YOUR ASSIGNMENT ▸ Repeat only the lines below that run from the line with "Find the location" to the line with "is (628, 1327).", ends included; skip every picture.

DATA TO EXAMINE ▸
* * *
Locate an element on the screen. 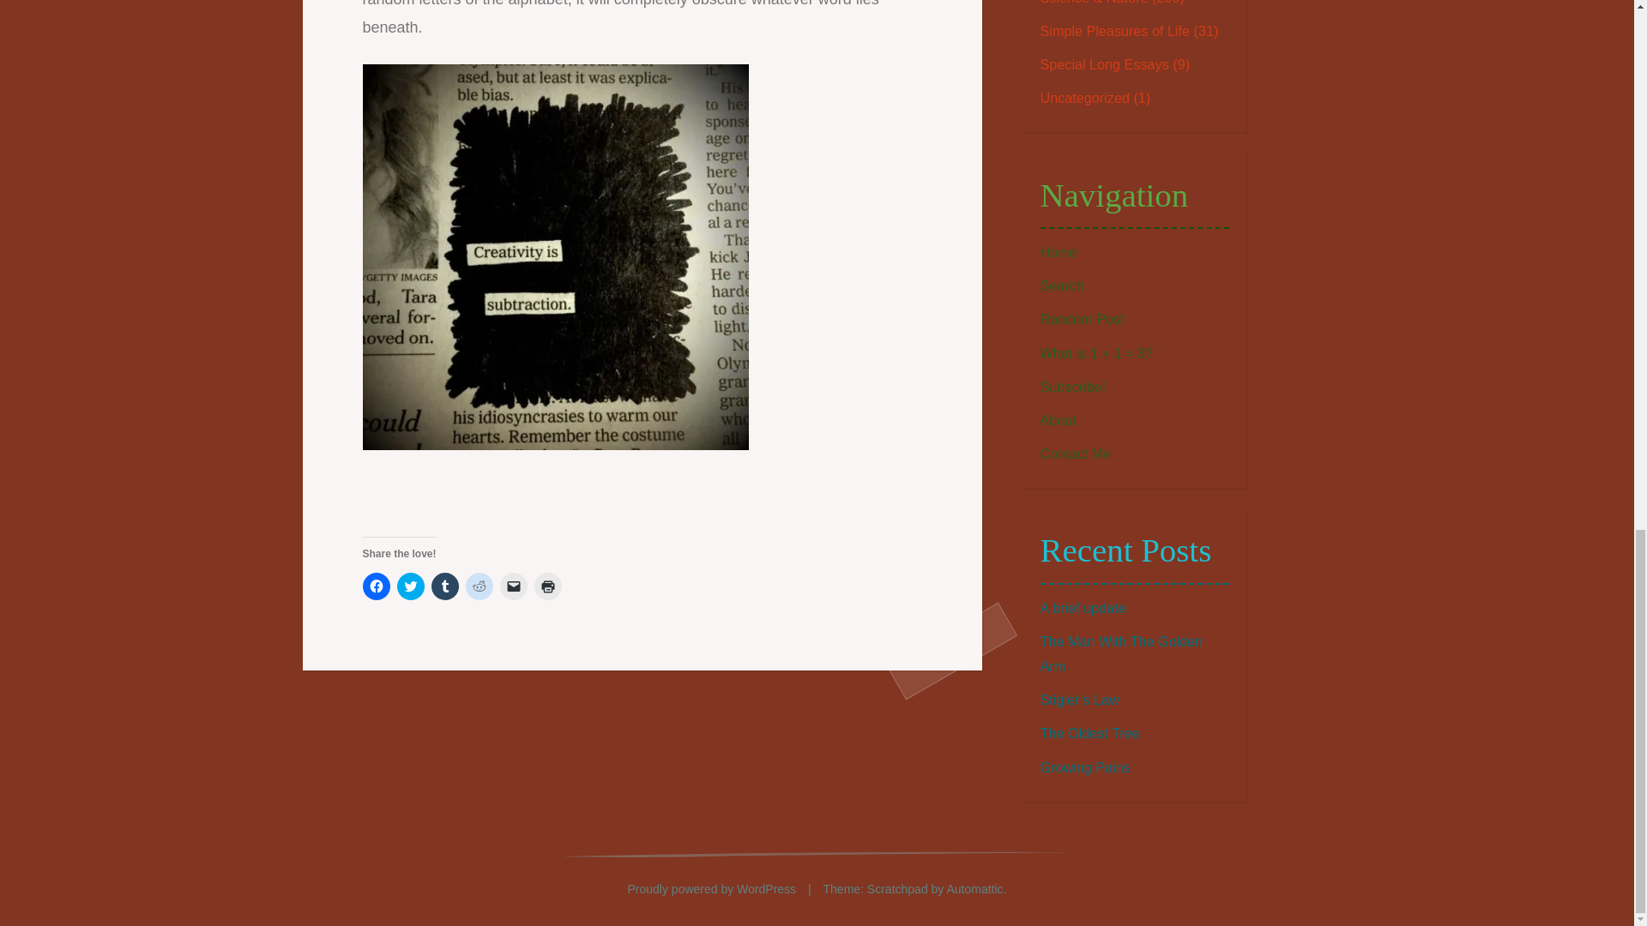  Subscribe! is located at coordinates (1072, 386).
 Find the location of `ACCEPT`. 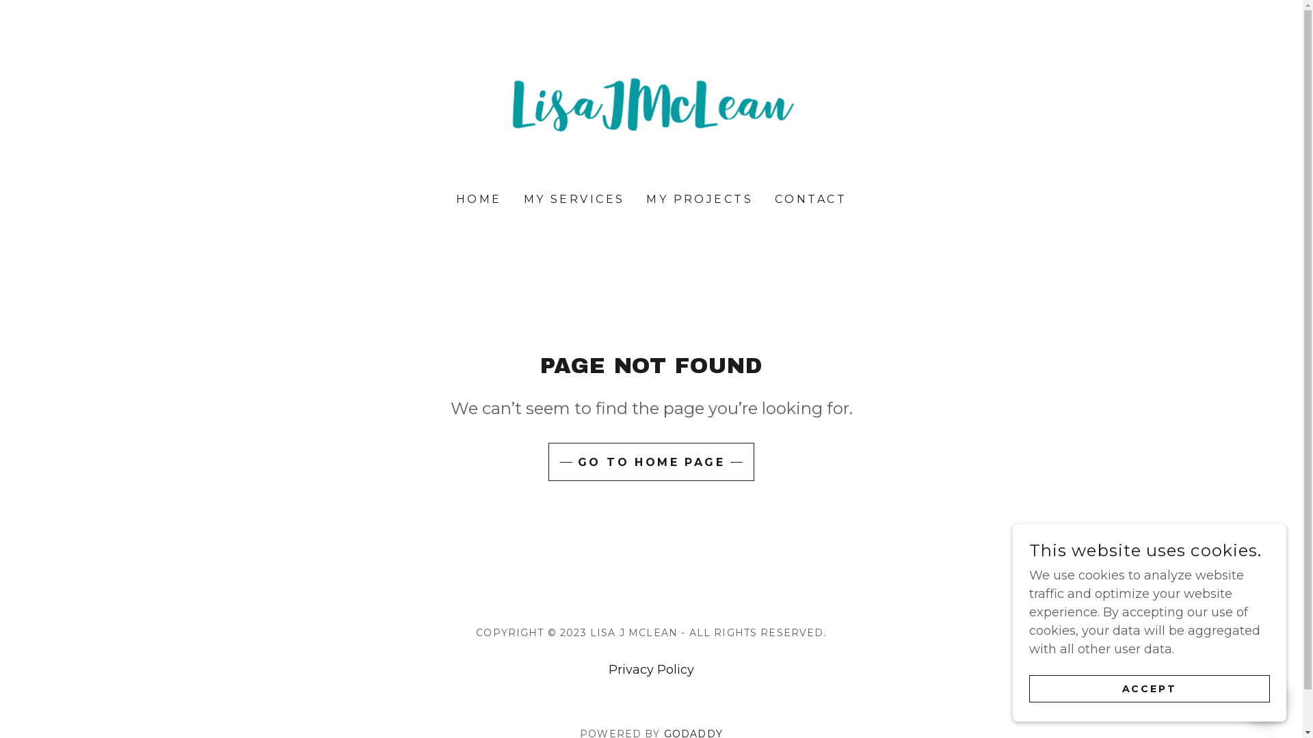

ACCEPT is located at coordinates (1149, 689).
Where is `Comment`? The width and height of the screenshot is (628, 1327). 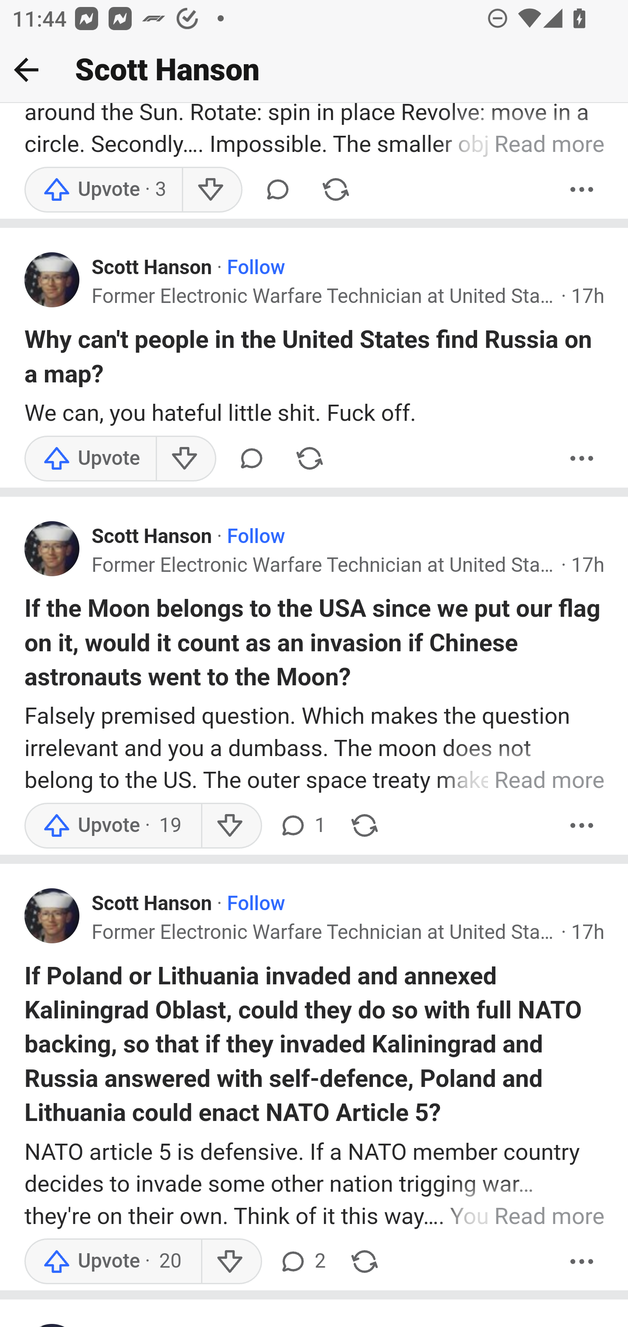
* * *
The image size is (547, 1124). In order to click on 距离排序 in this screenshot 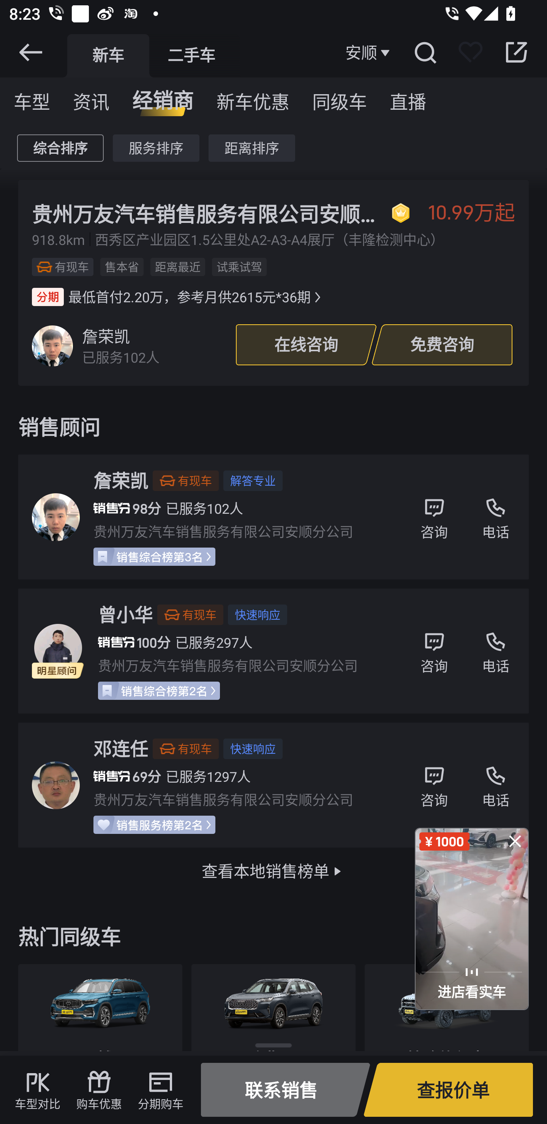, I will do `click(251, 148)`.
* * *
EXPECTED ANSWER ▸
 Find the location of `ACCEPT`. 

ACCEPT is located at coordinates (1149, 689).
Where is `Comment`? The width and height of the screenshot is (628, 1327). 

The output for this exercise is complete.